Stella planted herself beside the ice as if she had personally curated it. Frost took a shine to her and rhinestoned the hem of her cloak, which she allowed.
“If I had known the décor would be this charming,” she said, “I would have brought my crystal opera gloves.”
“You own crystal opera gloves?” Skonk asked, scandalized and desperate to see them.
“Several,” Stella said. “For emergencies.”
He blinked at the horizon. “What constitutes a crystal-glove emergency?”
“Look around,” she said. “Obviously, this.”
The world was quiet here. It wasn’t empty, but composed. Even the wind, when it decided to exist, moved with intention. It threaded through the frozen grass and played the ice like an instrument. The silence made a space inside me that hadn’t existed in months. My thoughts tried to sit down in it.
That was dangerous.
Because once I let them, they started their favorite game:What if you are not enough?
What if Elira had known a better way to thread this needle? What if the dragons frown in the Academy’s den and tell me thatthis is not how you mend a world?
The dragons.
The thought slid in on cold feet, sat down in my ribcage, and looked at me like it had questions I didn’t want to answer.
Would they approve of us stepping into a truce place with a bramble mule and a bag of moon puffs to greet a man who wanted to end Stonewick?
Should I have gone to them first, to the hush under the stacks, to the scales that knew old winters and older luminaries?
When Elira entrusted the Academy’s secrets to me, she hadn’t meant touse them recklessly. She’d meant for me touse them wisely.
I slid the thought away the way you tuck a stray lock behind your ear.
Later, dragons.
For now, there was a feather tied in thread and a shadow that studied our edges before we made our first step.
For now, there were mittens, a foxlet, and an old vampire with rhetoric sharp as icicles.
“Maeve,” Nova said very softly, and just like that, the quiet inside me turned into something steadier. She didn’t touch me. She never did when the magic in a place ran hotter than our good sense, but her presence drew my attention back to my feet, my breath, the crease where my glove folded over my thumb. “You’re here,” she said, as if I had drifted. “Stay here.”
“I’m here,” I said, and the place approved. A faint, pressurizedyestickled the air.
Far ahead, the light wove itself into a pale braid along the horizon, marking something like a road where no road wanted to be. The braid loosened and tightened as if reacting to our gaze.
“What did Luna mean by a dropped stitch?” Keegan asked, studying the braid. His breath came out in tidy clouds, each one puffing into shape and then hanging there politely like a room full of ghosts waiting to be offered tea. “Was that merely to gain access?”
“Something slipped where the Luminary gathers,” Nova said. “She wanted Maeve to pick it up and set the tension right.”

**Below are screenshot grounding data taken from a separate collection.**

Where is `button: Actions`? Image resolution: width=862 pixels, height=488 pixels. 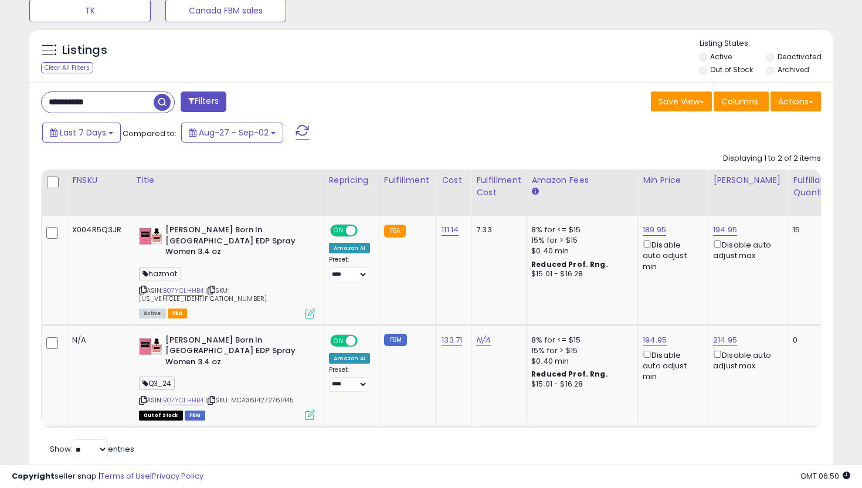
button: Actions is located at coordinates (796, 101).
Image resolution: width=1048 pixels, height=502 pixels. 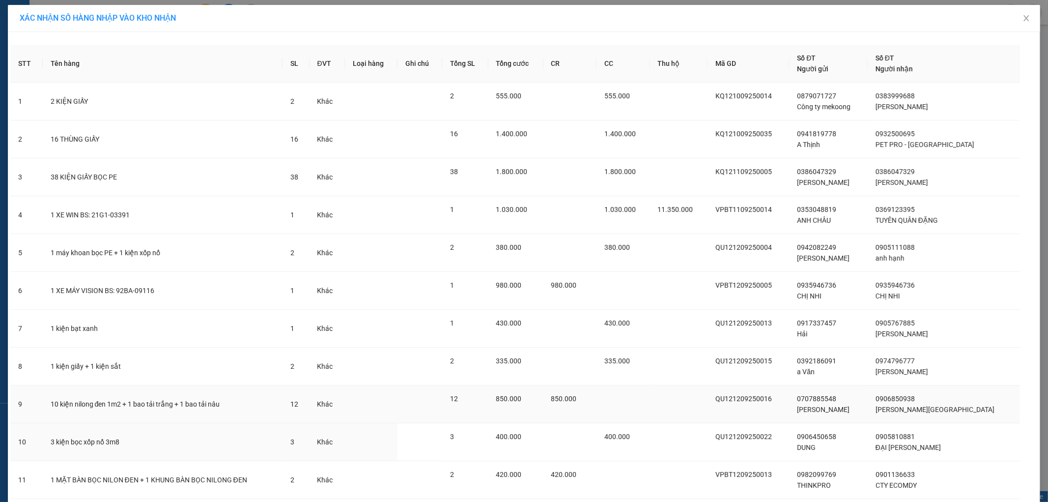 What do you see at coordinates (812, 69) in the screenshot?
I see `span: Người gửi` at bounding box center [812, 69].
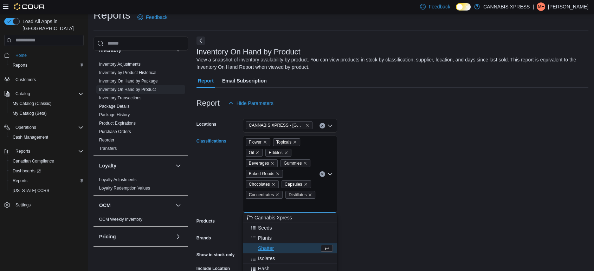 The height and width of the screenshot is (271, 594). What do you see at coordinates (120, 98) in the screenshot?
I see `a: Inventory Transactions` at bounding box center [120, 98].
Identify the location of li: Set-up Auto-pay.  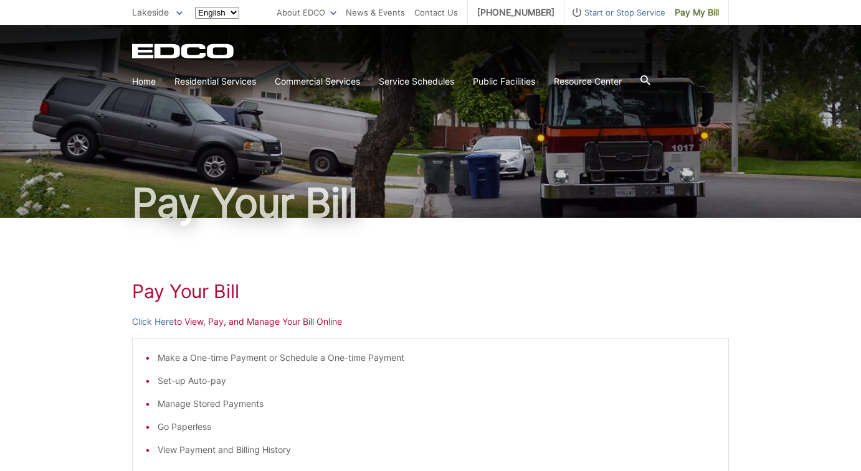
(437, 381).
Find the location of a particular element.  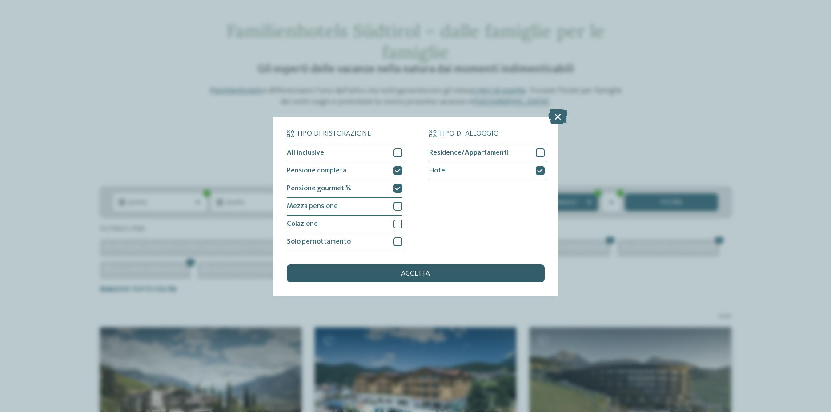

span: Tipo di alloggio is located at coordinates (468, 134).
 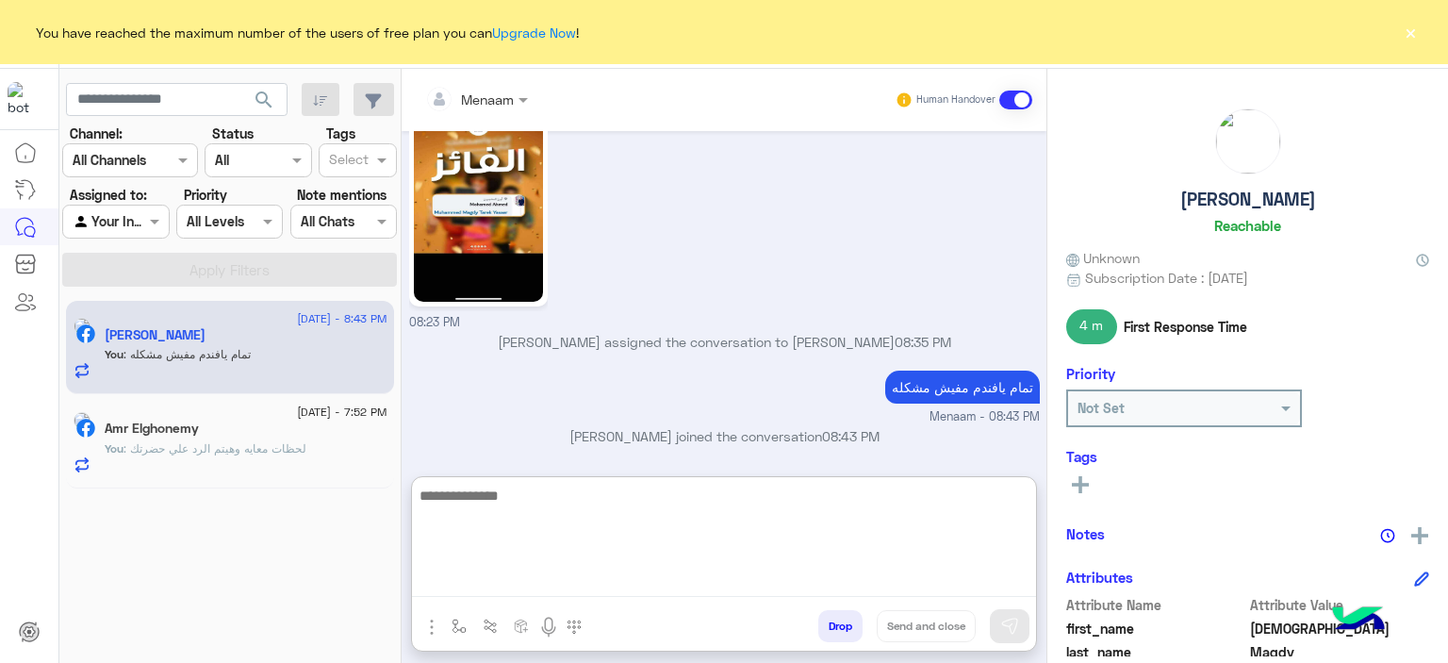 I want to click on img: add, so click(x=1420, y=535).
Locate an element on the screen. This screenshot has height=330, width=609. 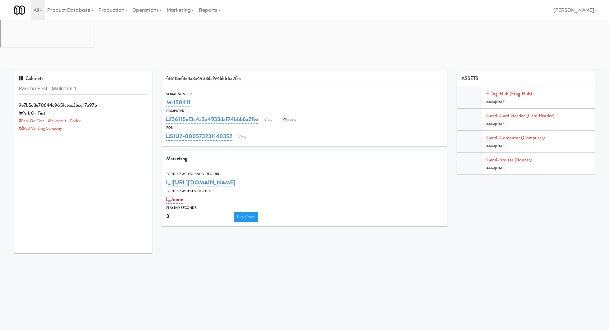
div: Top Display Test Video Url is located at coordinates (304, 191).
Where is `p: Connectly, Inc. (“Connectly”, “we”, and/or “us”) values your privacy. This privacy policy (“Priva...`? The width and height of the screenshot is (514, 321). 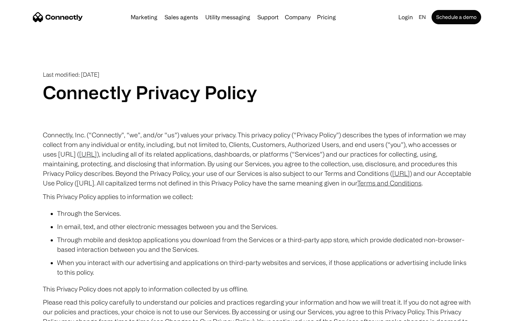
p: Connectly, Inc. (“Connectly”, “we”, and/or “us”) values your privacy. This privacy policy (“Priva... is located at coordinates (257, 159).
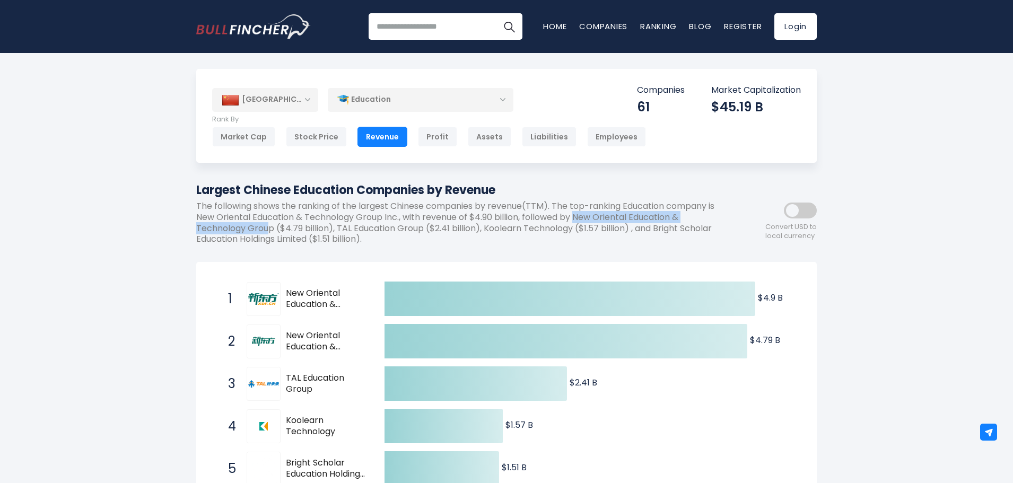  I want to click on button: Search, so click(509, 27).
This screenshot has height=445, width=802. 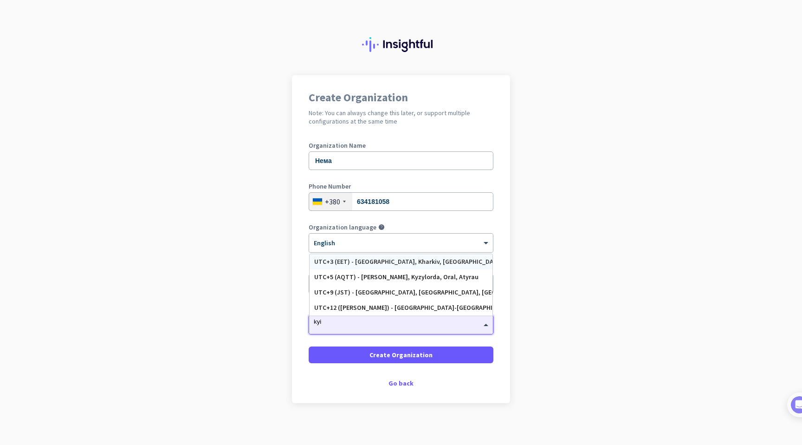 I want to click on label: Organization Size (Optional), so click(x=401, y=268).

“Why bring me here?” I asked.
“Because the Hollows like hands that have mended,” she said. “Not hands that only cut.”
Keegan’s knuckles brushed mine through our gloves, a human reminder threaded through all this pearl and winter logic. “You’ve always been better at mending.”
“Tell that to my ex,” I said, and the joke came out steadier than I felt.
Bella bounded back to us with snow dusting her whiskers like sugar. She hopped sideways at Stella’s feet, tail flagging, then shook herself in a halo of frost.
“There’s a smell,” she reported, muzzle lifted. “Not Gideon. Not Luna. Like—” She paused, sneezed, considered. “Old and ancient.”